Professional Standards (the implementation of ethics)…

It is interesting in the end. First I realize that as I blog I use the phrase in the end a lot. It was pointed out to me. As I lay out the various components of a code of ethics it is important to denote the distinctions. So today we will talk a little about the difference between the types of ethics we have, the reality of ethics as standards and standards as ethics and finally a discussion of the gaps between personal, professional and social standards. (there are also legal standards that should reinforce one of the three as well). Reality is that as IT Architecture matures we will codify our ethics as professional standards.

Each of us operates with both a personal and a professional code. We add or layer additional social and legal codes on top of that. It is not a simple process to merge the four. The first thing is what we are building, there is the broad concept of IT Architects Standards. The way IT Architects act and operate within the IT environment.

The four parts that comprise a set of standards are detailed in the graphic. Best practices become guidance. Guidance become working standards and finally you have program or professional standards. This is not linear growth. Many things stop as best practices and never progress. Some things age out of program standards and never return. All of these are the balancing act that create professional standards.

Some of the code of ethics I have been working on really fit in the Best Practices area. They fit in that area between personal and professional ethics and standards. I act this way. IT Architects act this way. I am an IT architect therefore I act this way. Simple.

Reality though is that there can be gaps between personal standards and professional standards. You always hope that the persons personal standards are much higher. We don’t aspire to be seen as IT Architects we aspire to seen as human beings that are IT Architects. So how do you fill the gap?

That is a topic for a later blog – making standards (and ethics) actionable. For now we are discussing the gap. The easy gap to plug is the delta between personal and social standards and ethics. Yes we all prefer honesty. In all forms at all times but when someone doesn’t look good, we don’t tell them “oh my god you look awful.” Even though our personal standards focus on honesty, our social standards may include a few small moments of dishonesty.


- What you are asked to do:
Each line below has to be output exactly, from first to last.

- Records from a collection of figures:

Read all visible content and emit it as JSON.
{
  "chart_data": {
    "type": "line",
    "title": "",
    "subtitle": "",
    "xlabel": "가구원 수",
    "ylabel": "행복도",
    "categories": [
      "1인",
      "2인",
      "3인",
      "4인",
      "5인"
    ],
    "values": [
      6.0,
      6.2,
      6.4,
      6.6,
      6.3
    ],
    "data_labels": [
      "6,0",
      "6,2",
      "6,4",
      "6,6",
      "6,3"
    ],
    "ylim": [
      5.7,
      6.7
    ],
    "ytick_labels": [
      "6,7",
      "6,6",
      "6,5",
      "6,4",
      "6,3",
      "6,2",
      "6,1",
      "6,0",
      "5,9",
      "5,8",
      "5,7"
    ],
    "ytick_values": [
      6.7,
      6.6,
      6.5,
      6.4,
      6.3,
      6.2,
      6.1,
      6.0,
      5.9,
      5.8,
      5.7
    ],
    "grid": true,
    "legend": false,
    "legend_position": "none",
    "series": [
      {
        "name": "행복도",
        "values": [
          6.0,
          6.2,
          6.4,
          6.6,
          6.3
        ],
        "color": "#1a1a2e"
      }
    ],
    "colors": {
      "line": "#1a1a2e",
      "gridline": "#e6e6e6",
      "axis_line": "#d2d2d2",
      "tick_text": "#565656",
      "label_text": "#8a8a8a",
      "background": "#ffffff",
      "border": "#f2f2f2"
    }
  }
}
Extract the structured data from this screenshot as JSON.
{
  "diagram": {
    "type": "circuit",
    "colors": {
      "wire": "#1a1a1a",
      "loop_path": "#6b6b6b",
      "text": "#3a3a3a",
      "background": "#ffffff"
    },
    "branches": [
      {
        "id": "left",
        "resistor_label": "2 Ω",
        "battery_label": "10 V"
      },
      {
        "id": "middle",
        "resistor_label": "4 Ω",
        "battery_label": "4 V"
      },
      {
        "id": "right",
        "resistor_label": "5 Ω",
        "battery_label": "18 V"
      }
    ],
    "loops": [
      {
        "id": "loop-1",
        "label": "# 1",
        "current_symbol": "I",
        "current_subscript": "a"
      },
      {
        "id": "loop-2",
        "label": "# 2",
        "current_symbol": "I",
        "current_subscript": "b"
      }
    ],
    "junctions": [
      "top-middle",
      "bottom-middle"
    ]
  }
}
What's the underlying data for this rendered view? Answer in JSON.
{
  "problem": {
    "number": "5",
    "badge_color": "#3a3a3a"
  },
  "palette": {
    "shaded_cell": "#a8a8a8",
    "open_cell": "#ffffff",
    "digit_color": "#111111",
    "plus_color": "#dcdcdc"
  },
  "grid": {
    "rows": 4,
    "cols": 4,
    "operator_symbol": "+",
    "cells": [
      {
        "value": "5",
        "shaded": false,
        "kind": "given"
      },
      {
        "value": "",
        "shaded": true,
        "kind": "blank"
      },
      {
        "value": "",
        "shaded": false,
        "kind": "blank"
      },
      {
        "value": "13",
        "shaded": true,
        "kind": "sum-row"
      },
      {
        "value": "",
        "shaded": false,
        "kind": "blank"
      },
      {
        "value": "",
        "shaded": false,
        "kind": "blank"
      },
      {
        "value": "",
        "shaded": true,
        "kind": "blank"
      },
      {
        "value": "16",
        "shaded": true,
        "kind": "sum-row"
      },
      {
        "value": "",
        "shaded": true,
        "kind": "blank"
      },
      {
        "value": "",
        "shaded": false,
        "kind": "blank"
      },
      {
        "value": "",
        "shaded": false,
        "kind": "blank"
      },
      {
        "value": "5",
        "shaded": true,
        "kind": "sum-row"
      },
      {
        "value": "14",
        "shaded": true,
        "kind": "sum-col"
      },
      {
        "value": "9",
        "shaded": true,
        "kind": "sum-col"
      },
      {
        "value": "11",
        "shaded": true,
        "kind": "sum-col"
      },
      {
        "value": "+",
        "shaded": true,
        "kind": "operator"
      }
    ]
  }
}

- Solution to this exercise:
Read all visible content and emit it as JSON.
{
  "chart_data": {
    "type": "line",
    "title": "",
    "subtitle": "",
    "xlabel": "가구원 수",
    "ylabel": "행복도",
    "categories": [
      "1인",
      "2인",
      "3인",
      "4인",
      "5인"
    ],
    "values": [
      6.0,
      6.2,
      6.4,
      6.6,
      6.3
    ],
    "data_labels": [
      "6,0",
      "6,2",
      "6,4",
      "6,6",
      "6,3"
    ],
    "ylim": [
      5.7,
      6.7
    ],
    "ytick_labels": [
      "6,7",
      "6,6",
      "6,5",
      "6,4",
      "6,3",
      "6,2",
      "6,1",
      "6,0",
      "5,9",
      "5,8",
      "5,7"
    ],
    "ytick_values": [
      6.7,
      6.6,
      6.5,
      6.4,
      6.3,
      6.2,
      6.1,
      6.0,
      5.9,
      5.8,
      5.7
    ],
    "grid": true,
    "legend": false,
    "legend_position": "none",
    "series": [
      {
        "name": "행복도",
        "values": [
          6.0,
          6.2,
          6.4,
          6.6,
          6.3
        ],
        "color": "#1a1a2e"
      }
    ],
    "colors": {
      "line": "#1a1a2e",
      "gridline": "#e6e6e6",
      "axis_line": "#d2d2d2",
      "tick_text": "#565656",
      "label_text": "#8a8a8a",
      "background": "#ffffff",
      "border": "#f2f2f2"
    }
  }
}
Extract the structured data from this screenshot as JSON.
{
  "diagram": {
    "type": "circuit",
    "colors": {
      "wire": "#1a1a1a",
      "loop_path": "#6b6b6b",
      "text": "#3a3a3a",
      "background": "#ffffff"
    },
    "branches": [
      {
        "id": "left",
        "resistor_label": "2 Ω",
        "battery_label": "10 V"
      },
      {
        "id": "middle",
        "resistor_label": "4 Ω",
        "battery_label": "4 V"
      },
      {
        "id": "right",
        "resistor_label": "5 Ω",
        "battery_label": "18 V"
      }
    ],
    "loops": [
      {
        "id": "loop-1",
        "label": "# 1",
        "current_symbol": "I",
        "current_subscript": "a"
      },
      {
        "id": "loop-2",
        "label": "# 2",
        "current_symbol": "I",
        "current_subscript": "b"
      }
    ],
    "junctions": [
      "top-middle",
      "bottom-middle"
    ]
  }
}
What's the underlying data for this rendered view? Answer in JSON.
{
  "problem": {
    "number": "5",
    "badge_color": "#3a3a3a"
  },
  "palette": {
    "shaded_cell": "#a8a8a8",
    "open_cell": "#ffffff",
    "digit_color": "#111111",
    "plus_color": "#dcdcdc"
  },
  "grid": {
    "rows": 4,
    "cols": 4,
    "operator_symbol": "+",
    "cells": [
      {
        "value": "5",
        "shaded": false,
        "kind": "given"
      },
      {
        "value": "",
        "shaded": true,
        "kind": "blank"
      },
      {
        "value": "",
        "shaded": false,
        "kind": "blank"
      },
      {
        "value": "13",
        "shaded": true,
        "kind": "sum-row"
      },
      {
        "value": "",
        "shaded": false,
        "kind": "blank"
      },
      {
        "value": "",
        "shaded": false,
        "kind": "blank"
      },
      {
        "value": "",
        "shaded": true,
        "kind": "blank"
      },
      {
        "value": "16",
        "shaded": true,
        "kind": "sum-row"
      },
      {
        "value": "",
        "shaded": true,
        "kind": "blank"
      },
      {
        "value": "",
        "shaded": false,
        "kind": "blank"
      },
      {
        "value": "",
        "shaded": false,
        "kind": "blank"
      },
      {
        "value": "5",
        "shaded": true,
        "kind": "sum-row"
      },
      {
        "value": "14",
        "shaded": true,
        "kind": "sum-col"
      },
      {
        "value": "9",
        "shaded": true,
        "kind": "sum-col"
      },
      {
        "value": "11",
        "shaded": true,
        "kind": "sum-col"
      },
      {
        "value": "+",
        "shaded": true,
        "kind": "operator"
      }
    ]
  }
}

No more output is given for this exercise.